A Primer on Sockets

At the heart of cryptography is secure communication between two or more distinct parties. It wouldn't be very exciting to just share secrets with yourself! In this class, we hope that you can focus on the cryptographic part of communication as opposed to the networking part.

We want you to focus on questions that have more of a cryptographic flavor such as:

As opposed to questions that have a networking flavor such as:

Unfortunately, it's hard to disentangle these two subjects in applied cryptography. At the end of the day, as cryptographers we'll need to understand at least some general networking concepts. Read on to discover more!

Unique Identifiers

Imagine you want to send mail to someone else. There's two distinct parts we need for a successful setup:

  1. You need to know their address and name, and
  2. They need to be willing to receive your mail.

Likewise, to connect with some other client over a network, you'll need to know their IP address and port number. Their IP address will get you to the machine you are trying to send information to, like how a mailing address will get you to somebody's house. The port number helps identify which specific process on that machine you are trying to send information to. Just as a name on our letter specifies who in the household we're trying to send a message to, the port number specifies which process on the destination machine we're trying to send a message to. Although you, the sender, know what address and port you want to connect to, we also need to have the receiver listen and accept on the address and port we're trying to send to.

Sockets

Let's say we know our destination's IP address and port number. To actually connect with them, we use socket programming. In socket programming, the two parties are often split into a server and client.

On the server side, they must first create a socket. The socket's IP address is just the address of the computer. To actually get a port number associated with it, the socket must be bound to a specific port and listen for incoming connections.

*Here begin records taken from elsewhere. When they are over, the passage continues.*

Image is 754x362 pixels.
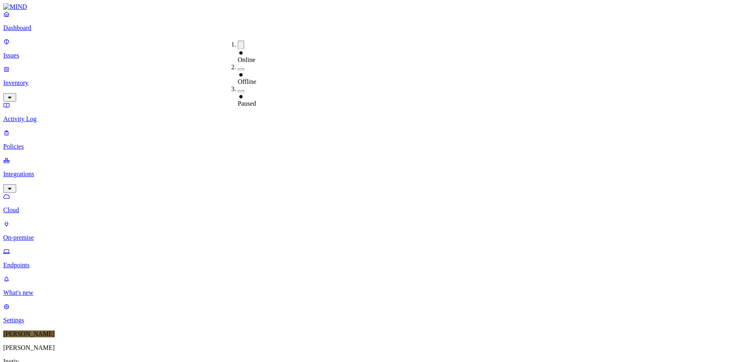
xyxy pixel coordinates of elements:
a: Settings [3,303,751,324]
p: Policies [3,143,751,150]
a: Policies [3,129,751,150]
a: Endpoints [3,248,751,269]
a: Cloud [3,193,751,214]
span: [PERSON_NAME] [3,330,55,337]
p: Dashboard [3,24,751,32]
p: Endpoints [3,262,751,269]
p: Settings [3,317,751,324]
p: Inventory [3,79,751,87]
p: What's new [3,289,751,296]
a: MIND [3,3,751,11]
p: Issues [3,52,751,59]
a: Dashboard [3,11,751,32]
p: Cloud [3,206,751,214]
a: Issues [3,38,751,59]
a: Integrations [3,157,751,192]
p: Integrations [3,170,751,178]
p: Activity Log [3,115,751,123]
img: MIND [3,3,27,11]
a: On-premise [3,220,751,241]
p: [PERSON_NAME] [3,344,751,351]
a: What's new [3,275,751,296]
a: Inventory [3,66,751,100]
p: On-premise [3,234,751,241]
a: Activity Log [3,102,751,123]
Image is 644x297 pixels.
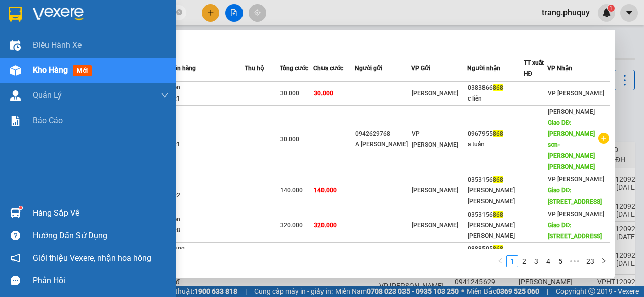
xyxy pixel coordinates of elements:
[583,256,598,267] li: 23
[280,187,303,194] span: 140.000
[33,228,168,244] div: Hướng dẫn sử dụng
[176,9,182,15] span: close-circle
[11,276,20,285] span: message
[601,258,607,264] span: right
[280,222,303,229] span: 320.000
[548,90,604,97] span: VP [PERSON_NAME]
[468,220,523,241] div: [PERSON_NAME] [PERSON_NAME]
[168,139,244,150] div: SL: 1
[555,256,566,267] a: 5
[468,83,523,93] div: 0383866
[497,258,503,264] span: left
[33,39,82,51] span: Điều hành xe
[567,256,583,267] li: Next 5 Pages
[314,222,337,229] span: 320.000
[355,65,382,72] span: Người gửi
[33,66,68,75] span: Kho hàng
[548,119,595,171] span: Giao DĐ: [PERSON_NAME] sơn- [PERSON_NAME] [PERSON_NAME]
[583,256,597,267] a: 23
[314,90,333,97] span: 30.000
[554,256,567,267] li: 5
[411,130,458,148] span: VP [PERSON_NAME]
[244,65,264,72] span: Thu hộ
[33,206,168,221] div: Hàng sắp về
[168,129,244,139] div: 1 t
[548,211,604,218] span: VP [PERSON_NAME]
[168,93,244,105] div: SL: 1
[33,274,168,289] div: Phản hồi
[542,256,554,267] li: 4
[168,65,196,72] span: Món hàng
[168,180,244,191] div: bì
[168,191,244,202] div: SL: 2
[493,176,503,184] span: 868
[11,231,20,241] span: question-circle
[280,136,299,143] span: 30.000
[493,130,503,137] span: 868
[9,7,22,22] img: logo-vxr
[73,66,92,77] span: mới
[10,66,21,76] img: warehouse-icon
[168,215,244,225] div: kiện
[10,90,21,101] img: warehouse-icon
[11,254,20,263] span: notification
[411,187,458,194] span: [PERSON_NAME]
[507,256,518,267] a: 1
[280,65,309,72] span: Tổng cước
[33,252,152,264] span: Giới thiệu Vexere, nhận hoa hồng
[468,65,500,72] span: Người nhận
[468,186,523,207] div: [PERSON_NAME] [PERSON_NAME]
[519,256,530,267] a: 2
[598,256,610,267] button: right
[547,65,572,72] span: VP Nhận
[356,129,411,139] div: 0942629768
[494,256,506,267] button: left
[548,187,602,205] span: Giao DĐ: [STREET_ADDRESS]
[10,116,21,126] img: solution-icon
[567,256,583,267] span: •••
[548,108,595,115] span: [PERSON_NAME]
[10,40,21,51] img: warehouse-icon
[10,208,21,218] img: warehouse-icon
[543,256,554,267] a: 4
[548,222,602,240] span: Giao DĐ: [STREET_ADDRESS]
[411,65,430,72] span: VP Gửi
[356,139,411,150] div: A [PERSON_NAME]
[468,210,523,220] div: 0353156
[314,187,337,194] span: 140.000
[468,139,523,150] div: a tuấn
[548,176,604,183] span: VP [PERSON_NAME]
[33,89,62,102] span: Quản Lý
[598,133,609,144] span: plus-circle
[168,244,244,254] div: thùng
[598,256,610,267] li: Next Page
[468,244,523,254] div: 0888505
[468,93,523,104] div: c liên
[468,129,523,139] div: 0967955
[33,114,63,126] span: Báo cáo
[314,65,343,72] span: Chưa cước
[176,8,182,17] span: close-circle
[524,59,544,77] span: TT xuất HĐ
[411,90,458,97] span: [PERSON_NAME]
[518,256,531,267] li: 2
[468,175,523,186] div: 0353156
[493,85,503,92] span: 868
[506,256,518,267] li: 1
[531,256,542,267] a: 3
[493,246,503,252] span: 868
[411,222,458,229] span: [PERSON_NAME]
[168,225,244,236] div: SL: 8
[493,211,503,218] span: 868
[160,92,168,100] span: down
[494,256,506,267] li: Previous Page
[19,206,22,210] sup: 1
[280,90,299,97] span: 30.000
[168,82,244,93] div: kiện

On the client side, they must also first create a socket. The client, who is the one who initiates the connection, must know their destination's IP address and port number. They must then call connect on the address and port and finally we have a connection between server and client.

Connection Types

There are two main ways to connect to another client; over UDP or over TCP. The nuances aren't important for this class, but know that UDP is faster but unreliable and unordered, while TCP is slower but reliable and ordered. We will be using TCP under the hood for this class. This means that we can be sure that all of our messages from one client to another arrive in order and uncorrupted in transit. Of course, this doesn't stop an adversary that controls the network from tampering with our data or causing logical messages to arrive out of order at a layer above our network stack.

So, what now?

You shouldn't have to write any networking code in this class; we've tried to abstract out all of that into a network_driver. With the information in this document, you should be able to use our driver effectively in this course.